While The Cock and Lit Lounge may be “similar in nature,” they are not the same bar. Yet CB3 repeatedly cited their past dealings with Lit Lounge when it came to the case of The Cock. Mannarelli argued later on in a follow-up interview, “What they’re talking about is eight years ago when Lit was really, really crazy.”
At the board meeting, Mannarelli concluded: “I will prevail, and when I do get there you’ll realize that we are good neighbors, we’re not bad neighbors. We’re the kind of people that sweep the sidewalk at the end of the night.”
But the board seemed ultimately frustrated by their past dealings with Mannarelli, specifically. And while there were some push backs from within the committee (Lisa Kaplan pushed for a vote of approval based on the belief that the SLA would likely approve Allan’s application anyway) in the end, the board voted 4 to 3 to deny the application.
“I was only one off!” Allan exclaimed following the vote, which he’d originally guessed would be a 5 to 2 defeat.

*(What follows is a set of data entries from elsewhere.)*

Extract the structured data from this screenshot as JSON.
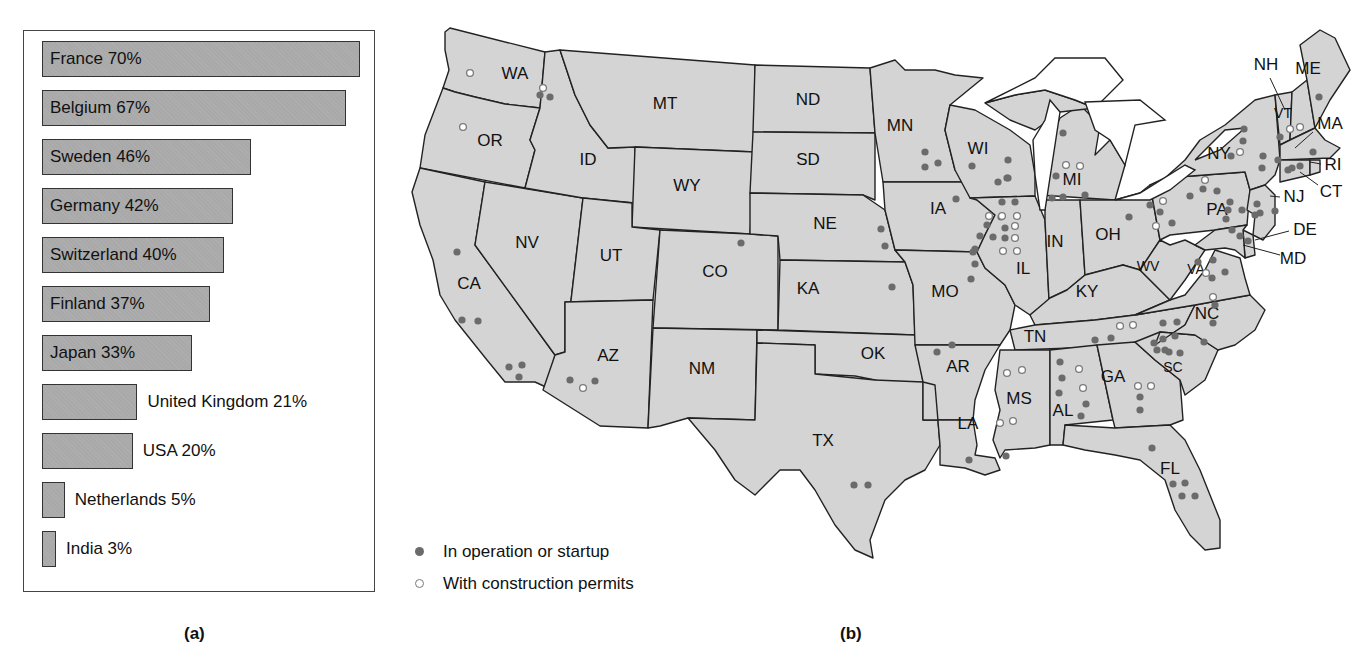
{
  "panel_a": {
    "caption": "(a)",
    "bars": [
      {
        "country": "France",
        "percent": 70,
        "label": "France 70%",
        "label_inside": true
      },
      {
        "country": "Belgium",
        "percent": 67,
        "label": "Belgium 67%",
        "label_inside": true
      },
      {
        "country": "Sweden",
        "percent": 46,
        "label": "Sweden 46%",
        "label_inside": true
      },
      {
        "country": "Germany",
        "percent": 42,
        "label": "Germany 42%",
        "label_inside": true
      },
      {
        "country": "Switzerland",
        "percent": 40,
        "label": "Switzerland 40%",
        "label_inside": true
      },
      {
        "country": "Finland",
        "percent": 37,
        "label": "Finland 37%",
        "label_inside": true
      },
      {
        "country": "Japan",
        "percent": 33,
        "label": "Japan 33%",
        "label_inside": true
      },
      {
        "country": "United Kingdom",
        "percent": 21,
        "label": "United Kingdom 21%",
        "label_inside": false
      },
      {
        "country": "USA",
        "percent": 20,
        "label": "USA 20%",
        "label_inside": false
      },
      {
        "country": "Netherlands",
        "percent": 5,
        "label": "Netherlands 5%",
        "label_inside": false
      },
      {
        "country": "India",
        "percent": 3,
        "label": "India 3%",
        "label_inside": false
      }
    ]
  },
  "panel_b": {
    "caption": "(b)",
    "legend": {
      "operating": "In operation or startup",
      "permits": "With construction permits"
    },
    "colors": {
      "state_fill": "#d4d4d4",
      "operating_dot": "#6b6b6b",
      "permit_dot_stroke": "#7a7a7a"
    },
    "states": [
      "WA",
      "OR",
      "CA",
      "NV",
      "ID",
      "MT",
      "WY",
      "UT",
      "AZ",
      "CO",
      "NM",
      "ND",
      "SD",
      "NE",
      "KA",
      "OK",
      "TX",
      "MN",
      "IA",
      "MO",
      "AR",
      "LA",
      "WI",
      "IL",
      "MI",
      "IN",
      "OH",
      "KY",
      "TN",
      "MS",
      "AL",
      "GA",
      "FL",
      "SC",
      "NC",
      "VA",
      "WV",
      "PA",
      "NY",
      "VT",
      "NH",
      "ME",
      "MA",
      "RI",
      "CT",
      "NJ",
      "DE",
      "MD"
    ]
  },
  "chart_data": [
    {
      "type": "bar",
      "orientation": "horizontal",
      "title": "",
      "categories": [
        "France",
        "Belgium",
        "Sweden",
        "Germany",
        "Switzerland",
        "Finland",
        "Japan",
        "United Kingdom",
        "USA",
        "Netherlands",
        "India"
      ],
      "values": [
        70,
        67,
        46,
        42,
        40,
        37,
        33,
        21,
        20,
        5,
        3
      ],
      "unit": "%",
      "xlabel": "",
      "ylabel": "",
      "grid": false,
      "caption": "(a)"
    },
    {
      "type": "map",
      "caption": "(b)",
      "legend": [
        "In operation or startup",
        "With construction permits"
      ],
      "legend_position": "bottom-left",
      "plants_by_state": {
        "WA": {
          "operating": 2,
          "permits": 2
        },
        "OR": {
          "operating": 0,
          "permits": 1
        },
        "CA": {
          "operating": 6,
          "permits": 0
        },
        "AZ": {
          "operating": 2,
          "permits": 1
        },
        "CO": {
          "operating": 1,
          "permits": 0
        },
        "NE": {
          "operating": 2,
          "permits": 0
        },
        "KA": {
          "operating": 1,
          "permits": 0
        },
        "TX": {
          "operating": 2,
          "permits": 0
        },
        "MN": {
          "operating": 3,
          "permits": 0
        },
        "IA": {
          "operating": 1,
          "permits": 0
        },
        "MO": {
          "operating": 2,
          "permits": 0
        },
        "AR": {
          "operating": 2,
          "permits": 0
        },
        "LA": {
          "operating": 2,
          "permits": 0
        },
        "WI": {
          "operating": 5,
          "permits": 0
        },
        "IL": {
          "operating": 10,
          "permits": 7
        },
        "MI": {
          "operating": 5,
          "permits": 2
        },
        "OH": {
          "operating": 2,
          "permits": 1
        },
        "TN": {
          "operating": 2,
          "permits": 2
        },
        "MS": {
          "operating": 0,
          "permits": 4
        },
        "AL": {
          "operating": 5,
          "permits": 2
        },
        "GA": {
          "operating": 2,
          "permits": 2
        },
        "FL": {
          "operating": 5,
          "permits": 0
        },
        "SC": {
          "operating": 8,
          "permits": 0
        },
        "NC": {
          "operating": 4,
          "permits": 1
        },
        "VA": {
          "operating": 4,
          "permits": 1
        },
        "PA": {
          "operating": 9,
          "permits": 2
        },
        "NY": {
          "operating": 6,
          "permits": 1
        },
        "VT": {
          "operating": 1,
          "permits": 0
        },
        "NH": {
          "operating": 0,
          "permits": 2
        },
        "ME": {
          "operating": 1,
          "permits": 0
        },
        "MA": {
          "operating": 1,
          "permits": 0
        },
        "CT": {
          "operating": 3,
          "permits": 0
        },
        "NJ": {
          "operating": 4,
          "permits": 0
        },
        "MD": {
          "operating": 3,
          "permits": 0
        }
      }
    }
  ]
}
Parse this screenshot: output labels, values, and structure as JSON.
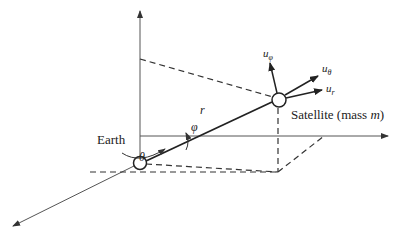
{
  "figure": {
    "type": "spherical-coordinates-diagram",
    "labels": {
      "earth": "Earth",
      "satellite": "Satellite (mass ",
      "satellite_mass_symbol": "m",
      "satellite_close": ")",
      "radius": "r",
      "polar_angle": "φ",
      "azimuth_angle": "θ",
      "unit_phi": "u",
      "unit_phi_sub": "φ",
      "unit_theta": "u",
      "unit_theta_sub": "θ",
      "unit_r": "u",
      "unit_r_sub": "r"
    },
    "colors": {
      "line": "#2a2a2a",
      "axis": "#555555",
      "background": "#ffffff"
    }
  }
}
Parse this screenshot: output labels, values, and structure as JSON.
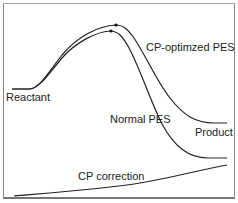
{
  "diagram": {
    "labels": {
      "cp_optimized": "CP-optimzed PES",
      "reactant": "Reactant",
      "normal": "Normal PES",
      "product": "Product",
      "cp_correction": "CP correction"
    },
    "colors": {
      "curve": "#222222",
      "frame": "#888888",
      "text": "#222222"
    }
  }
}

We followed Mannarelli outside after the board had made its decision. “They didn’t provide me with any opportunity to make a deal, it’s just a ‘no,'” he said. “I fully expect them to behave this way, this is what they do. Why? I dunno.”
He added, “If we don’t sign the stipulations, it’s not like we’re going to misbehave. If I go to the SLA and they approve me, it’s not like I’m going to thumb my nose at them.”
But what’s next for The Cock? “I’m still gonna go talk to the SLA, and I still feel like I did from the beginning: why I can’t be licensed there when I can be licensed right down the block, doesn’t make any sense to me,” he explained. “What I don’t understand is that [the board] voted to keep the status quo, which they’ve been complaining about and, to me, it’s illogical.”